May 17, 2018

CheckNews, an "on demand fact-checking platform" created by the French media outlet Libération, is the winner of the inaugural Fact Forward Innovation Fund.

The $50,000 USD grant offered by the International Fact-Checking Network with support from the Omidyar Network seeks to reward innovation in the format, business model or technology of fact-checking.

CheckNews is a "human search engine" which allows the audience to submit questions, request fact checks or find verified information in order to involve it in the verification process from the start and preempt concerns of fact-checkers' "selection bias."

Libération first tested CheckNews during the French presidential elections in the spring of 2017 and decided to keep it as a permanent project after receiving thousands of questions. 

"We think fact-checking can be efficient only if it proves it's capable to verify information without bias, and without the concern that one political side could benefit from it. That’s why we decided, last September, to transform Désintox (the traditional fact-checking website of Libération) into CheckNews, a platform that offers an on-demand service of verification and explanations," said Pauline Moullot, fact-checker and project lead. 

CheckNews was chosen as the winner of Fact Forward after passing two rounds of judgement by a panel of five expert advisors: Bill Adair (Knight Professor of the Practice of Journalism and Public Policy. Creator of PolitiFact); Mariano Blejman (Founder of Media Factory news accelerator.

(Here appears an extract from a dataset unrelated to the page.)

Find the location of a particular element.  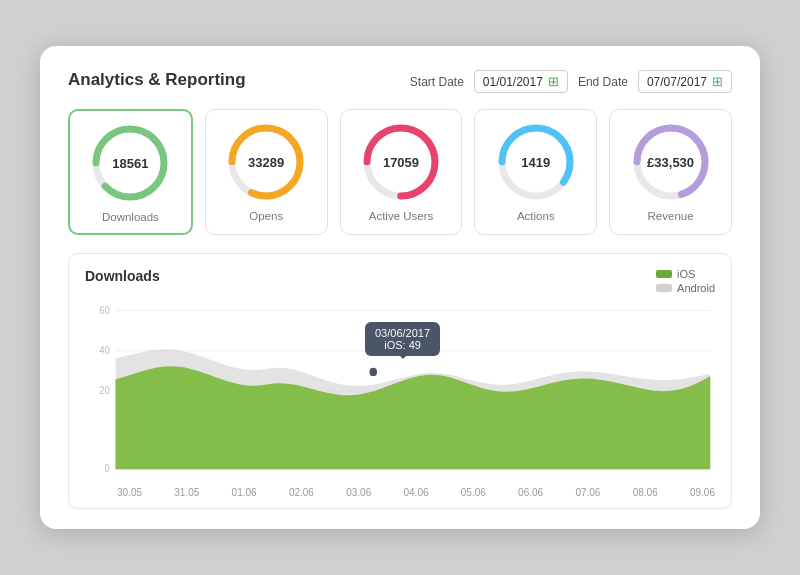

legend-dot-android is located at coordinates (664, 288).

Founder of Media Party, the biggest mediathon in Latin America); Laura Hazard Owen (Deputy Editor of Nieman Journalism Lab at The Nieman Foundation at Harvard University); Emily Thorson (assistant professor of political science at Syracuse University); and Janine Warner (Co-founder of Sembramedia and Knight Fellow for the International Center for Journalists).

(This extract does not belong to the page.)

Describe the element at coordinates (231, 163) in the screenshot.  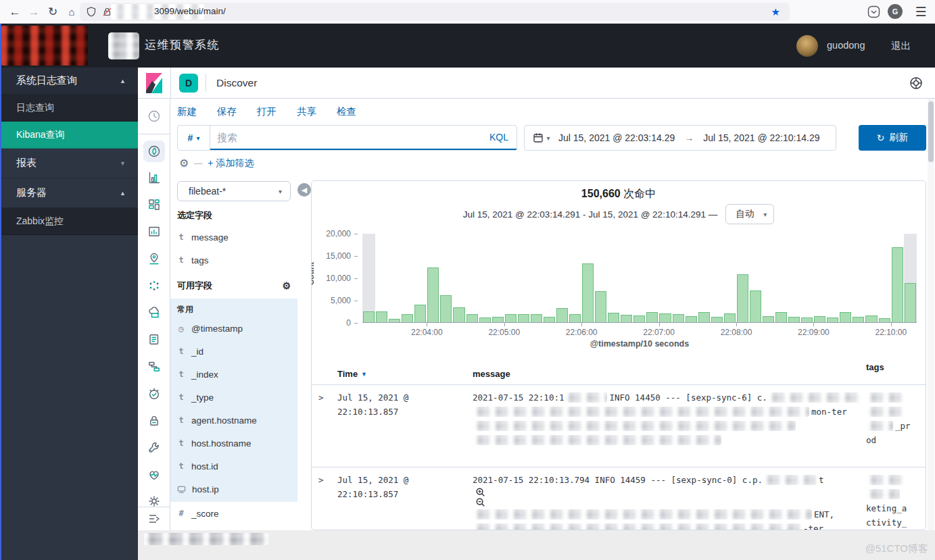
I see `add-filter-link: + 添加筛选` at that location.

The advisors considered CheckNews as a project with a strong capability of international collaboration and a seamless adaptation to other languages.

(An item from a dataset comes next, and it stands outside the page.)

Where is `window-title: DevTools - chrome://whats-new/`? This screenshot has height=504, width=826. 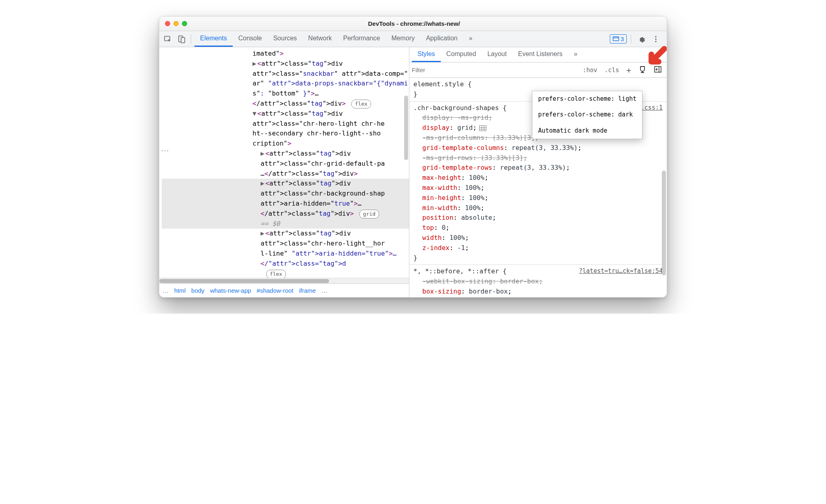 window-title: DevTools - chrome://whats-new/ is located at coordinates (414, 23).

The Fact Forward fund will help Libération to reach two main goals. First, expansion: the team will deploy CheckNews to other countries. One of those is Tunisia, where the platform was recently tested during local elections.

"Media organizations of many different countries already know how to work together on investigation pieces, like the ones we see with the International Consortium of Investigative Journalists. We should be able to do the same thing with fact-checking," Moullot said. 

CheckNews' second goal is to keep improving the interface to serve its main purpose of responding to readers' questions about the main facts in public discourse. 

As the winner of the fund, Libération is committed to present results in 12 months. 

Fact Forward received 51 applications from 44 countries. Libération was chosen as the winner from a final shortlist of three projects. The other finalists were Brazilian fact-checker Aos Fatos, that proposed the development of a Twitter bot redirecting users to factually accurate content, and another automated fact-checking solution.

The International Fact-Checking Network will open Fact Forward for applications again in 2019.